This blog will discuss films (especially television documentaries) on various possible catastrophes that could threaten our individual freedom and personal autonomy
Since the 1990s I have been very involved with fighting the military "don't ask don't tell" policy for gays in the military, and with First Amendment issues. Best contact is 571-334-6107 (legitimate calls; messages can be left; if not picked up retry; I don't answer when driving) Three other url's: doaskdotell.com, billboushka.com johnwboushka.com Links to my URLs are provided for legitimate content and user navigation purposes only.
My legal name is "John William Boushka" or "John W. Boushka"; my parents gave me the nickname of "Bill" based on my middle name, and this is how I am generally greeted. This is also the name for my book authorship. On the Web, you can find me as both "Bill Boushka" and "John W. Boushka"; this has been the case since the late 1990s. Sometimes I can be located as "John Boushka" without the "W." That's the identity my parents dealt me in 1943!
CBS “60 Minutes” on Sunday Night (Dec 27) ran a report “California: Running Dry” on the California irrigation system, where farmers blame environmentalists for disrupting their business to save an endangered fish. Governor Schwarzenegger is caught in the middle, as a Republican but as “The Green Governor” and as concerned about the declining economy of his state.
But the real important of the story concerns the levees in California’s central valley and the catastrophic flooding that could occur at any time with a major earthquake, which is almost inevitable.
On Monday Dec. 14, PBS station WETA, Channel 26 in Washington DC, aired its hour-long documentary “Anatomy of a Pandemic”, produced in part by the station, narrated by NewHour’s Ray Suarez. The link is here. A video preview is offered there.
The film traced the history of similar viruses, including the horrific 1918 Spanish flu, in which the young and healthy sometimes dies of suffocation in a few hours. The virus seems to have incubated among the troops, and an overactive immune reaction in the lungs produced a drowning effect. In some cities, society almost completely broke down during the epidemic, and people starved in their apartments.
The show documented the 1976 swine flu epidemic, and the Ford administration’s rush for a “shotgun” vaccine, and then the shutdown of vaccination after there were some cases of Guillain Barre Syndrome.
The documentary portrays H1N1 as unpredictable, even as there is now a lull in the epidemic. The virus does tend to attach deep in the lungs, and has been more dangerous for young adults than most seasonal flu, even if the total death total is now still less than for seasonal flu.
One of the biggest concerns is that H1N1 genes will mix with H5N1 genes, and produce even deadlier viruses. A new viral epidemic, especially based on H5N1, could produce as great a threat to civilization as did the 1918 flu.
Wikipedia attribtion link for NIH diagram of viral antigenic drift. http://en.wikipedia.org/wiki/File:AntigenicShift_HiRes.png
Remember Roland Emmerich’s “earlier” global catastrophe with “The Day After Tomorrow” (20th Century Fox), with the sudden global deep freeze, ironically opening around Memorial Day 2004? Jake Gyallenhaal, as Sam, was pretty much at the end of his youth then, as his scientist dad (Dennis Quaid) tries to reach him in New York. His dad has discovered that the arctic ice cap is starting to fracture and quickly melt, disrupting ocean currents that support the Gulf Stream.
Today Live Science has an article by Charles Q. Choi, “Big Freeze: Earth could plunge into sudden ice age”, link here. It was reproduced this morning on MSNBC.
According to latest research, the ice age of 12000 years ago started when Lake Agassiz melted and overflowed. A similar result could happen if the Greenland ice cap were to melt quickly. An ice age could develop in less than a year, giving humans little time to react.
Some scenarios have an ice stage starting with a polar “super storm” which would probably develop in the late fall.
A movie similar to Emmerich’s is an ABC TV film “Ice” from 1998, directed by Jean de Segonzac, where the whole US, even including southern California, starts to freeze suddenly starting on May 1.
The Live Science article contains a link to “10 top ways to destroy earth”, similar to an ABC-History Channel show of a few years ago, in 2006. (It was called “Last Days on Earth”, with link here.) I like the one about vacuum energy, or a mini-black hole using neutronium (that one sounds a little more plausible to me—my novel manuscript assumes that a “virus” is able to create a mini-black hole and transmit it in a tumor DNA as a disease, with the ultimate possibility that people’s identities combine, Smallville-style). Another neat idea is self-replicating Van Neumann machines. A foreign body really could disturb the orbit of Earth, and either knock it toward the Sun, or as in a Jules Verne novel, away. High school physics teachers could have fun with this article.
Here is a UK video on disaster movie director Roland Emmerich.
Wikipedia attribution link for poster of "Day After Tomorrow" film. I maintain that, in the spirit of the link, inclusion of the photo is "fair use" because this blog post adds to the notion that the premise of the 2004 film is actually somewhat credible scientifically and should be taken seriously by the world's political processes.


■ TRY IT
Beginning with the line where "Detect and localize" appears, please restate each line of the records below word for word until the last one, inclusive, and nothing else.

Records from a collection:
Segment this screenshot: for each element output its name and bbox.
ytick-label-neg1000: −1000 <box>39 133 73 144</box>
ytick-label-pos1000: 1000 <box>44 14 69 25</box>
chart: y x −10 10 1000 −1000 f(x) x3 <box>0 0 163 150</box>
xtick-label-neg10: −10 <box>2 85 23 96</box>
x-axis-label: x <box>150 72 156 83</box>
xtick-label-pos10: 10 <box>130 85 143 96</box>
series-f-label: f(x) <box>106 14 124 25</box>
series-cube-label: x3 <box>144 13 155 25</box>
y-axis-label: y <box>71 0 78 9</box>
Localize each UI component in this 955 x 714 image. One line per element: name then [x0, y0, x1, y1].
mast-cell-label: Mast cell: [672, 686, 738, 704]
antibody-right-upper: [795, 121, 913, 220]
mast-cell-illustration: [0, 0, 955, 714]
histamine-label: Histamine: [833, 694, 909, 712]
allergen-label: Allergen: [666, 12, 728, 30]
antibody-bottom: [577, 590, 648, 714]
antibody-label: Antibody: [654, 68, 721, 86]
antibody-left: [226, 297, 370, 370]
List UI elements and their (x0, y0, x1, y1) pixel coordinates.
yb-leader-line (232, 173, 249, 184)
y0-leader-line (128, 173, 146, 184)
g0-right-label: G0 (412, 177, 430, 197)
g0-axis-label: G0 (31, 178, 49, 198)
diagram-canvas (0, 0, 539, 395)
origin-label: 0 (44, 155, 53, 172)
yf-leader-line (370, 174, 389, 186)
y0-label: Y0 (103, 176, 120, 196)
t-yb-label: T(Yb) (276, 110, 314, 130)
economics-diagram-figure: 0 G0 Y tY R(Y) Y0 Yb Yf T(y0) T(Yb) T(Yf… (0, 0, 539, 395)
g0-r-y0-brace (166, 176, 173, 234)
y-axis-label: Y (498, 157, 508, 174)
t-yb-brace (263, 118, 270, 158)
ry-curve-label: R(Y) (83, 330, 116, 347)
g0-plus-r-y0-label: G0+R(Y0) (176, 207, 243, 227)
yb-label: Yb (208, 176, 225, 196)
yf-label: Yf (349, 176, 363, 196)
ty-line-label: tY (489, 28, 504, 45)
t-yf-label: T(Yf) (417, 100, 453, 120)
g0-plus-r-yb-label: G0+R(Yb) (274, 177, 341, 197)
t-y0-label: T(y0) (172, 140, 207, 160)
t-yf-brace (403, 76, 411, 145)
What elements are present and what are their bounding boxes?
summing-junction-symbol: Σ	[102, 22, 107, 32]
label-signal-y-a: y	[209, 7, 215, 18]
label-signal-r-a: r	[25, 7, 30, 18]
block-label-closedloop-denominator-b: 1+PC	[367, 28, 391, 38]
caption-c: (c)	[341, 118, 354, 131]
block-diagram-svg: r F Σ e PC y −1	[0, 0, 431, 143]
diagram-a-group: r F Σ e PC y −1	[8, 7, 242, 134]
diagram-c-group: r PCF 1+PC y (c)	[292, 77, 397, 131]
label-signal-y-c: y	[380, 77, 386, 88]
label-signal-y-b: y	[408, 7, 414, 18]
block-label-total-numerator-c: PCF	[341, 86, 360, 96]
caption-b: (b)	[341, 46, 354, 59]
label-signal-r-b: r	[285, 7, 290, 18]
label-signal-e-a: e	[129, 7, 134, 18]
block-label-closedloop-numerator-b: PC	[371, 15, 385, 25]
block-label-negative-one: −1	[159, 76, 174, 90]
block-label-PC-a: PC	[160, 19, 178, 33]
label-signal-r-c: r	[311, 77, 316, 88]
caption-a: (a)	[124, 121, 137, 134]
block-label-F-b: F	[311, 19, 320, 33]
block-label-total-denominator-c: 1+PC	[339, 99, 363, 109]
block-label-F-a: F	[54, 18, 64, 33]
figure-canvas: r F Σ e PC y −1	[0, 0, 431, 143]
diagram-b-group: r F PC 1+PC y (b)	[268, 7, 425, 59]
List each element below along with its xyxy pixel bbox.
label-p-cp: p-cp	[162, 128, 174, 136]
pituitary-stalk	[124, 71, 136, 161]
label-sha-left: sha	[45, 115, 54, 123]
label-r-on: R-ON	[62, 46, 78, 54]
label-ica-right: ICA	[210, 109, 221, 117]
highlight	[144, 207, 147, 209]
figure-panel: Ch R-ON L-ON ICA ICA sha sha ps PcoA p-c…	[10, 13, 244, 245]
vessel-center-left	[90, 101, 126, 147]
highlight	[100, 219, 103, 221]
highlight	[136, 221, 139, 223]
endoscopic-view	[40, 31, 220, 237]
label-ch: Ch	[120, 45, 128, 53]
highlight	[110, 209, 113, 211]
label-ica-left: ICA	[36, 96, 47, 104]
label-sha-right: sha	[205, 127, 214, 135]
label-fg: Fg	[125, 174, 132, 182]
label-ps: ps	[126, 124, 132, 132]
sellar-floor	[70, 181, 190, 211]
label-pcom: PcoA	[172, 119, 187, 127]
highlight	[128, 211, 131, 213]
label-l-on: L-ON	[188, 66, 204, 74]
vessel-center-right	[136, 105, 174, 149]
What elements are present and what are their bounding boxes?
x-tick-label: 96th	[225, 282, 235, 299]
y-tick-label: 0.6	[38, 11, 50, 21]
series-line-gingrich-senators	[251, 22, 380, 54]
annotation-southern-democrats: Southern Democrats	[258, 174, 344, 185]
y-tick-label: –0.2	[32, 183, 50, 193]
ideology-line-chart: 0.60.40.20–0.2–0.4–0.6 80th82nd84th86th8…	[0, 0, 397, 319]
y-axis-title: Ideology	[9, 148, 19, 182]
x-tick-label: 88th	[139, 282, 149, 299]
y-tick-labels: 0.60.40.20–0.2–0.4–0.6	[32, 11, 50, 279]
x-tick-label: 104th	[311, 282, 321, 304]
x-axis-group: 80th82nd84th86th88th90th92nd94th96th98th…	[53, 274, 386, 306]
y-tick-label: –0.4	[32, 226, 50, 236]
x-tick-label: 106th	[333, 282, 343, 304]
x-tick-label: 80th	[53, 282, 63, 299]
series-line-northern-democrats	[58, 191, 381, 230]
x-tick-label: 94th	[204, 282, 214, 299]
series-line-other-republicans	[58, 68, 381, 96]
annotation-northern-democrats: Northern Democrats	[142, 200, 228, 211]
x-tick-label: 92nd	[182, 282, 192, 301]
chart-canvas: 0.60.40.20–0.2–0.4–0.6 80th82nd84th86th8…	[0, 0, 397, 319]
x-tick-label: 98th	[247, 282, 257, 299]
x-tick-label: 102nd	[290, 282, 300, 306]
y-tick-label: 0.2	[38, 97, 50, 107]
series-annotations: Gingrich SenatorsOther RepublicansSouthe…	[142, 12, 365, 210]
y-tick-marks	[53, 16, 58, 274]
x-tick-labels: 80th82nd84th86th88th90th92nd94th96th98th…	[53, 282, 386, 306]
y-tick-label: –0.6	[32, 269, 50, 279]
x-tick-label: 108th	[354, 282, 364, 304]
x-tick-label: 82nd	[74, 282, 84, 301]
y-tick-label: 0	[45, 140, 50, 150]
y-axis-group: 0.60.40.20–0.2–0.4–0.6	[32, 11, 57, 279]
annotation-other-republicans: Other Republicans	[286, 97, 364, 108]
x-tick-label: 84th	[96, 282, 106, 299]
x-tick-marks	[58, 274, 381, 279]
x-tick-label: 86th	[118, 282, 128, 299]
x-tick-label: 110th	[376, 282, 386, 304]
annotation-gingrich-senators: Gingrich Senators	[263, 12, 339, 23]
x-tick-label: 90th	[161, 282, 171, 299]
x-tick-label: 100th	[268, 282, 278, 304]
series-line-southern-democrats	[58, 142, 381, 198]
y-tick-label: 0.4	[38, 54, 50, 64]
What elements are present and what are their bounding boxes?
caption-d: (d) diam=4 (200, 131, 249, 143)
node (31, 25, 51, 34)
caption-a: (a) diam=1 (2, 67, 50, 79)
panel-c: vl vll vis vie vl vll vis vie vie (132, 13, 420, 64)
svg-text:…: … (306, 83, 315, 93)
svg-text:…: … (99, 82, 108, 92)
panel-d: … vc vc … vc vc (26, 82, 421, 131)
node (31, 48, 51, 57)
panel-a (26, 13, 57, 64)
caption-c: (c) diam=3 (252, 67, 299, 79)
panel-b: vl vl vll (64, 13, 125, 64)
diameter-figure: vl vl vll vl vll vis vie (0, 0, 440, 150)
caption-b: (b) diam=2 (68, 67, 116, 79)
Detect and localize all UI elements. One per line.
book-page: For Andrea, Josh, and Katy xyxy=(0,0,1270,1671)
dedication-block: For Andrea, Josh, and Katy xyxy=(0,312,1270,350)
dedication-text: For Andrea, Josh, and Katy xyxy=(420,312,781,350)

■ EXERCISE OUTPUT
Detect and localize all UI elements. One per line.
book-page: For Andrea, Josh, and Katy xyxy=(0,0,1270,1671)
dedication-block: For Andrea, Josh, and Katy xyxy=(0,312,1270,350)
dedication-text: For Andrea, Josh, and Katy xyxy=(420,312,781,350)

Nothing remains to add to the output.